Show List

The Silent Return

I’m a psychiatric nurse, and early in my career, I worked at a remote mental health facility. One of our residents was a seven-foot-tall man named Marion Duchene. He never spoke—never made a sound—but his presence was impossible to ignore.

His backstory was bizarre. He’d vanished from his military base a decade earlier, declared absent without leave and eventually presumed dead. Then, ten years later, he walked into a Veterans affairs hospital wearing the same dusty uniform he disappeared in and declared, “My name is Marion Duchene. I’ve been dead for ten years.” Those were the only words he ever spoke.


His family refused to acknowledge him, insisting their son was gone. To them, this silent, towering figure wasn’t the man they’d lost.

At the facility, Marion paced endlessly, lips moving as if in conversation with something unseen. His most unsettling habit was throwing his head back in a soundless laugh, eyes crinkling with eerie delight—yet the room stayed oppressively silent.

No medication worked. No therapy reached him. He was a hollow, restless presence, more specter than man.

On my last day at the job, I saw him pacing alone in the parking lot under a flickering streetlight. His head snapped back into that grotesque, silent laugh one final time.

I drove away without looking back—but even now, in the dead of night, I sometimes feel like he’s still pacing... still laughing... just outside the edge of the light.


▸ Work item: Your answer should hold every line of the records below that contains the string "button".

_ _ _ _

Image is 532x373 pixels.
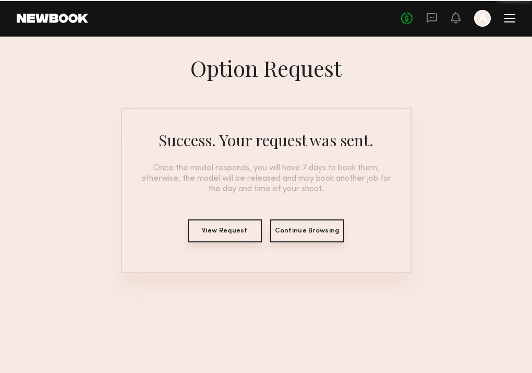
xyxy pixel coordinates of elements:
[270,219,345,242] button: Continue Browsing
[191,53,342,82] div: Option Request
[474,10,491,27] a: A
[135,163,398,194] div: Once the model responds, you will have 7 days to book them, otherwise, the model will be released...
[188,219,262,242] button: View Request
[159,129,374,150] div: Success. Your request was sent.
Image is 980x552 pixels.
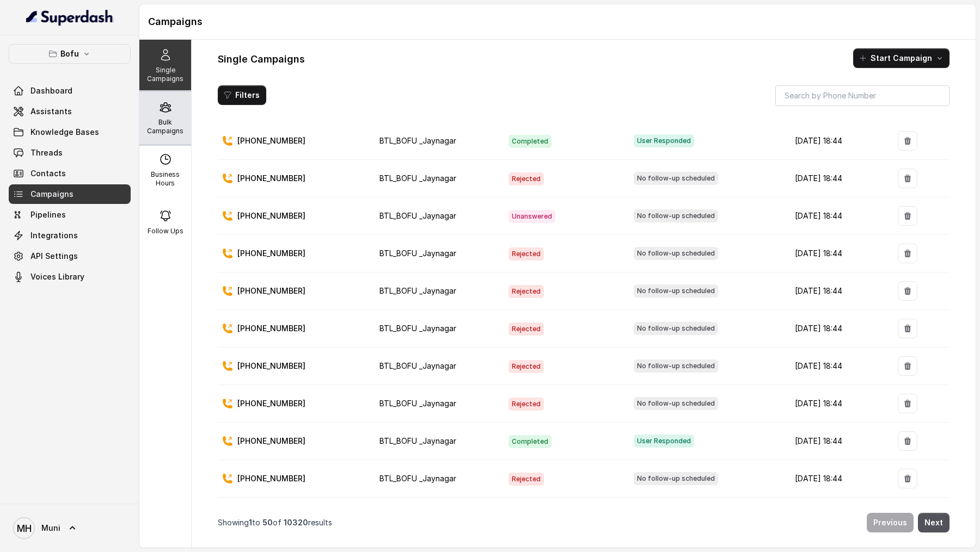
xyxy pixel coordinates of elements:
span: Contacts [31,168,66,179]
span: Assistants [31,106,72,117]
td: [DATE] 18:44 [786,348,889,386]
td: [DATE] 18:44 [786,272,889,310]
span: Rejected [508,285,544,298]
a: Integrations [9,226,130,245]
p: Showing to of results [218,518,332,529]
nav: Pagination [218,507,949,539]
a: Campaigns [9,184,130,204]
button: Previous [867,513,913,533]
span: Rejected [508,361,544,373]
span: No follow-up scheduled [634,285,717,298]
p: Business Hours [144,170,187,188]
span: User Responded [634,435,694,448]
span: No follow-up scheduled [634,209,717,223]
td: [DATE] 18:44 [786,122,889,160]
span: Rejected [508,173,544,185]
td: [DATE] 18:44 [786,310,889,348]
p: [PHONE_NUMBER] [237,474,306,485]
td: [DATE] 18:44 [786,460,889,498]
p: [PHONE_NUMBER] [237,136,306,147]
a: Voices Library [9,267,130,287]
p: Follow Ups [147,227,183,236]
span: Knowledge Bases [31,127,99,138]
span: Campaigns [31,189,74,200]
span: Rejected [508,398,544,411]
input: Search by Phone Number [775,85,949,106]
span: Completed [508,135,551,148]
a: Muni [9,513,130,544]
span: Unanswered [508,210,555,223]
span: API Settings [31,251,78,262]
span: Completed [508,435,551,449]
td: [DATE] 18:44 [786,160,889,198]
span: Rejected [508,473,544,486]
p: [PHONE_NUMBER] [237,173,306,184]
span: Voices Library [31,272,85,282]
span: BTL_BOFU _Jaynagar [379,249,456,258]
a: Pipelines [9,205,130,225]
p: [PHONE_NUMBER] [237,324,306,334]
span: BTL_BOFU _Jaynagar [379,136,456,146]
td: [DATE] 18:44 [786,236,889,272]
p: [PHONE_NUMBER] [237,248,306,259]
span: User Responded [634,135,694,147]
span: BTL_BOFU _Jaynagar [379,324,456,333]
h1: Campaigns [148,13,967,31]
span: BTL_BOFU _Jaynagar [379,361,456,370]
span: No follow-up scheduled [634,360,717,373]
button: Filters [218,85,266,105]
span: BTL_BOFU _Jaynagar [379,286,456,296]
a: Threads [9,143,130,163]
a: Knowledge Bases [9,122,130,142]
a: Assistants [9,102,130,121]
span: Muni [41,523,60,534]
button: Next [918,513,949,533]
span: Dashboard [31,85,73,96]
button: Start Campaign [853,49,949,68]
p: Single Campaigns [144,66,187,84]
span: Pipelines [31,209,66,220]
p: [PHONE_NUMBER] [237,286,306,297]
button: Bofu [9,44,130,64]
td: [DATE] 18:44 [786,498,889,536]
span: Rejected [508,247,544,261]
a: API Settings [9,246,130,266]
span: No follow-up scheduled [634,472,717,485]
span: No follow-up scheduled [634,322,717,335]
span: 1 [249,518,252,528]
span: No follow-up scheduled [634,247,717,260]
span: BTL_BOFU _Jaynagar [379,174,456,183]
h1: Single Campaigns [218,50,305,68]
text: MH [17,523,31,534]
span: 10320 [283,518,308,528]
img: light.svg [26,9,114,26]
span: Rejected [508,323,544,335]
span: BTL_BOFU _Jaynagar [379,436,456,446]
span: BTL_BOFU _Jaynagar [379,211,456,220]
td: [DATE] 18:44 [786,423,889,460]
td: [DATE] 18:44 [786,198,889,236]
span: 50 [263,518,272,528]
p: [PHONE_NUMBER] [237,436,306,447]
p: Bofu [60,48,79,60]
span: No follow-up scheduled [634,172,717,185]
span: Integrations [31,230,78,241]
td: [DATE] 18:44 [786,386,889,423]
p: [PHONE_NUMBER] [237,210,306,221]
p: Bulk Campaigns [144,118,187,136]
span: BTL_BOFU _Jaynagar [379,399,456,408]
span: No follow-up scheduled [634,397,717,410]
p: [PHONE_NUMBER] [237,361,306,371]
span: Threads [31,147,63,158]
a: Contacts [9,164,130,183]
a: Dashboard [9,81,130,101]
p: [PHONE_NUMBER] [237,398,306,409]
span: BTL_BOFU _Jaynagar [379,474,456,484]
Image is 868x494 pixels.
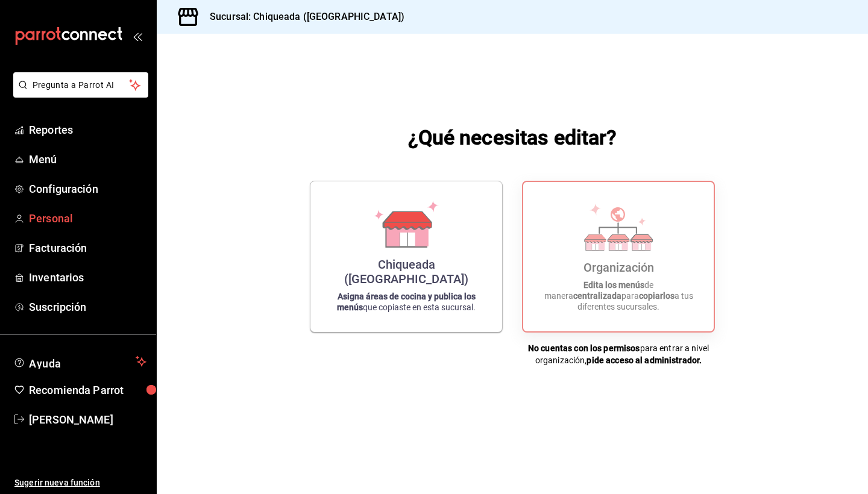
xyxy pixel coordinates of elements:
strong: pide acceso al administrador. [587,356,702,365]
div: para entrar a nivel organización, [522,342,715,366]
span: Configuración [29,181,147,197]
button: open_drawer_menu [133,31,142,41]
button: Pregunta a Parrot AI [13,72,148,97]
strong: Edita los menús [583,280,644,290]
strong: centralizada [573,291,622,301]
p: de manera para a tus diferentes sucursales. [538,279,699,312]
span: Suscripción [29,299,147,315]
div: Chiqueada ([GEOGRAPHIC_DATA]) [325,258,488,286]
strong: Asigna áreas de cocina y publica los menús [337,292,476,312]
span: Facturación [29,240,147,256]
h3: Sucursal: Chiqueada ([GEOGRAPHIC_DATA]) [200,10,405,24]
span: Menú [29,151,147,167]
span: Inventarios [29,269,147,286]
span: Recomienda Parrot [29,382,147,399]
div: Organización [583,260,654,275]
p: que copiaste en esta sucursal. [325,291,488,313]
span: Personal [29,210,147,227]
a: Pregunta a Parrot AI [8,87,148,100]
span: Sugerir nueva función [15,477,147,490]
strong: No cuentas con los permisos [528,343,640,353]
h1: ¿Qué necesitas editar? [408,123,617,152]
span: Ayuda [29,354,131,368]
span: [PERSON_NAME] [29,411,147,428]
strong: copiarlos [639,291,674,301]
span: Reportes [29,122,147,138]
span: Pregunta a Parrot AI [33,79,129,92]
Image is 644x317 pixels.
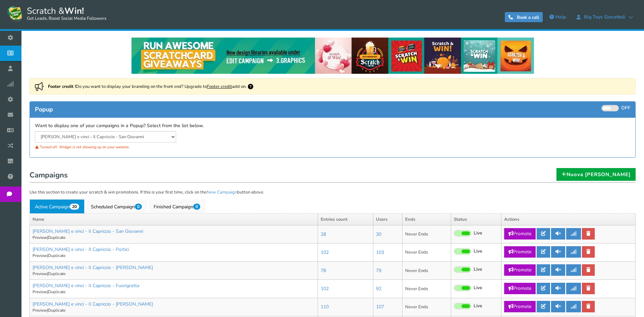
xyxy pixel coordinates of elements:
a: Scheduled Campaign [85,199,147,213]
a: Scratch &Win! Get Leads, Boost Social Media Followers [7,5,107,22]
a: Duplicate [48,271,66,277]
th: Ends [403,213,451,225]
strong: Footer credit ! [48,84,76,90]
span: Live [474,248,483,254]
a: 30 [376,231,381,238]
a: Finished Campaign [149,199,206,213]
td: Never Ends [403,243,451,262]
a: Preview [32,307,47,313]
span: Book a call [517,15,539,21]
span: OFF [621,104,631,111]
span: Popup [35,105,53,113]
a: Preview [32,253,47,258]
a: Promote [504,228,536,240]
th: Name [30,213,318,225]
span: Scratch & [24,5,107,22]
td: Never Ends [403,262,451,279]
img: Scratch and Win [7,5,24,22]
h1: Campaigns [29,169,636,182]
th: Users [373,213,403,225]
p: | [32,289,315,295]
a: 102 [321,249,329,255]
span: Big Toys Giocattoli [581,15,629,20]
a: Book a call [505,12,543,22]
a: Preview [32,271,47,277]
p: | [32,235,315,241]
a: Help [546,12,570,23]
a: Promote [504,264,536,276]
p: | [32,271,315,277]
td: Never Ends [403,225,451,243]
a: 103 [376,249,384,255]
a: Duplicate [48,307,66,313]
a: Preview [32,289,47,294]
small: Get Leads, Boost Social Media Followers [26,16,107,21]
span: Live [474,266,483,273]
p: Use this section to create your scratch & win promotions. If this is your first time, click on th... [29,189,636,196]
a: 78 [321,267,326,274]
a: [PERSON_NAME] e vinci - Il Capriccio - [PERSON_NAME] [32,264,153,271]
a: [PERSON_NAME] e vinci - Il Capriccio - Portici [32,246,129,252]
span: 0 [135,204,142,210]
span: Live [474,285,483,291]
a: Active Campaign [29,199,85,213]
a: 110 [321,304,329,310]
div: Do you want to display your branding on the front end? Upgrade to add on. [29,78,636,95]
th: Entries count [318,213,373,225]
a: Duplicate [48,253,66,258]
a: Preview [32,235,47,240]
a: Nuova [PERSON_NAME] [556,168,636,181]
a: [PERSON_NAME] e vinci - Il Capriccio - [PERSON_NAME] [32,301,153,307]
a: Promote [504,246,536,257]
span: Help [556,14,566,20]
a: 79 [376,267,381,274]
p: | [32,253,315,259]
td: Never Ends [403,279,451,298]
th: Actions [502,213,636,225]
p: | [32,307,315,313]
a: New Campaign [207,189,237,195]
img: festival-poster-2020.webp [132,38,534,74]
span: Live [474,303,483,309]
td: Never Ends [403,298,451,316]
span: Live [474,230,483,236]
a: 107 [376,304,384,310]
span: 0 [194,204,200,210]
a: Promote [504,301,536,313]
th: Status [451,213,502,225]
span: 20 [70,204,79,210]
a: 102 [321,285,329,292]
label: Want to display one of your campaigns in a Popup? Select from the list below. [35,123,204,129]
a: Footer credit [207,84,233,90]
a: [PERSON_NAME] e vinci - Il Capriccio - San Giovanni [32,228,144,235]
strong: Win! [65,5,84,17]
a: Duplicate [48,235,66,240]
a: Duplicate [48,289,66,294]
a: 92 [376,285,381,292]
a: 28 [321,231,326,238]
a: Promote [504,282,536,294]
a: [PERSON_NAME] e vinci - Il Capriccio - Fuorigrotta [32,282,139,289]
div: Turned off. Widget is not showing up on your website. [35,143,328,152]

_ _ _ _

▸ Solution to the problem:
[270,219,345,242] button: Continue Browsing
[188,219,262,242] button: View Request
button: Previous [867,513,913,533]
button: Filters [218,85,266,105]
button: Next [918,513,949,533]
button: Start Campaign [853,49,949,68]
button: Bofu [9,44,130,64]
button: open_drawer_menu [133,31,142,41]
button: Pregunta a Parrot AI [13,72,148,97]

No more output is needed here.